When I was pregnant, my cell phone didn’t come in a case with a shoulder strap, but it was 2002 so it might as well have. I could carry my cell phone in my pocket, but I didn’t do much with it other than turn it off so I could live in a temporary call-free bubble. I never was one of those girls who talked endlessly on the phone. Plus I used to run the Ohio AIDS Hotline and after five years of that emotional rollercoaster, I hope you’ll understand if I don’t always answer when a song fragment requests my attention.
Instead, I’m 40 years old and I text with the speed and frequency of a pre-teen. Given my love of texting, public health experience and mom-ness, the recently launched maternal and child health program text4baby got my uninterrupted attention when I read about it in the May 3rd issue of TIME Magazine (the actual off-line magazine I read to spare my hands and eyes from the daily impact of being wired).
Did you know that the rate of infant mortality in the U.S. rate is higher than 40 other nations? Or that the likelihood of a woman dying in childbirth in the U.S. is four times as great as in Germany and three times as great as in Spain? (See Amnesty International’s 2010 report “Deadly Delivery” .)
In an effort to reduce U.S. infant mortality and improve the health of women and children, the National Healthy Mothers, Healthy Babies Coalition (HMHB) has launched the first free mobile health service in the US: Text4baby, an educational program made possible through a public-private partnership that includes more than 100 sponsors and participants.
By texting the keyword BABY or BEBE (for Spanish-language texts) to 511411, women receive three free texts each week. Messages are in sync with baby’s due date or date of birth and provide knowledge about fetal and childhood development. The texts focus on critical aspects of maternal, fetal and infant health: seeing a doctor early in pregnancy, nutrition, seasonal flu prevention and treatment, mental health issues, risks of tobacco use, oral health, immunization schedules, and safe sleep. Text4baby messages also connect women to public clinics and support services for prenatal and infant care.
Many U.S. government agencies, including the Office of Science and Technology Policy, are involved in the design, outreach, and evaluation of text4baby. Johnson & Johnson is the Founding Sponsor and Premier Sponsors include WellPoint and Pfizer. The mobile health platform is provided by Voxiva and free messaging services are provided by participating wireless service providers.
In the U.S., an estimated 90 percent of adults have a cell phone (that’s usually on) and the average American spends about two hours a day on the Internet. Aneesh Chopra, the Obama administration’s Chief Technology Officer, hopes technology may help solve this urgent health problem. “The ultimate goal is to make sure that we reduce infant mortality—that we increase the health of the children and the mothers through pregnancy. But from a technology standpoint, we’re also trying to understand, ‘Is this a better methodology of communicating and outreach? Does this model work in the delivery of education?’”
It is too soon to answer Chopra’s question about the effectiveness of this methodology to deliver behavior-changing education, but I think we can say with some confidence that women are receptive to the idea of getting connected for baby: since its launch in February, text4baby has enrolled more than 30,000 users.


> **Instructions for the task**
The required output is a number: how many lines of the data below include the string "velocity".

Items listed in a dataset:
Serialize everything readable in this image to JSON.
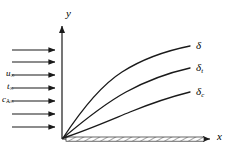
{
  "figure": {
    "type": "boundary-layer-diagram",
    "background_color": "#ffffff",
    "line_color": "#1a1a1a",
    "axes": {
      "y_label": "y",
      "x_label": "x",
      "origin_px": [
        62,
        139
      ],
      "y_axis_top_px": [
        62,
        22
      ],
      "x_axis_right_px": [
        216,
        139
      ]
    },
    "freestream": {
      "arrow_count": 7,
      "arrow_x_start_px": 12,
      "arrow_x_end_px": 60,
      "labels": [
        {
          "name": "velocity",
          "base": "u",
          "subscript": "∞",
          "text": "u∞"
        },
        {
          "name": "temperature",
          "base": "t",
          "subscript": "∞",
          "text": "t∞"
        },
        {
          "name": "concentration",
          "base": "c",
          "subscript": "A∞",
          "text": "cA∞"
        }
      ]
    },
    "curves": [
      {
        "name": "velocity-boundary-layer",
        "label_base": "δ",
        "label_subscript": "",
        "label_text": "δ"
      },
      {
        "name": "thermal-boundary-layer",
        "label_base": "δ",
        "label_subscript": "t",
        "label_text": "δt"
      },
      {
        "name": "concentration-boundary-layer",
        "label_base": "δ",
        "label_subscript": "c",
        "label_text": "δc"
      }
    ],
    "plate": {
      "name": "flat-plate",
      "hatched": true,
      "x_start_px": 66,
      "x_end_px": 204,
      "y_top_px": 137,
      "y_bottom_px": 141
    }
  }
}
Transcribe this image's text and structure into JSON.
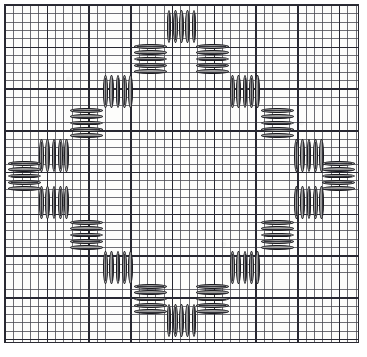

> **Response area**
2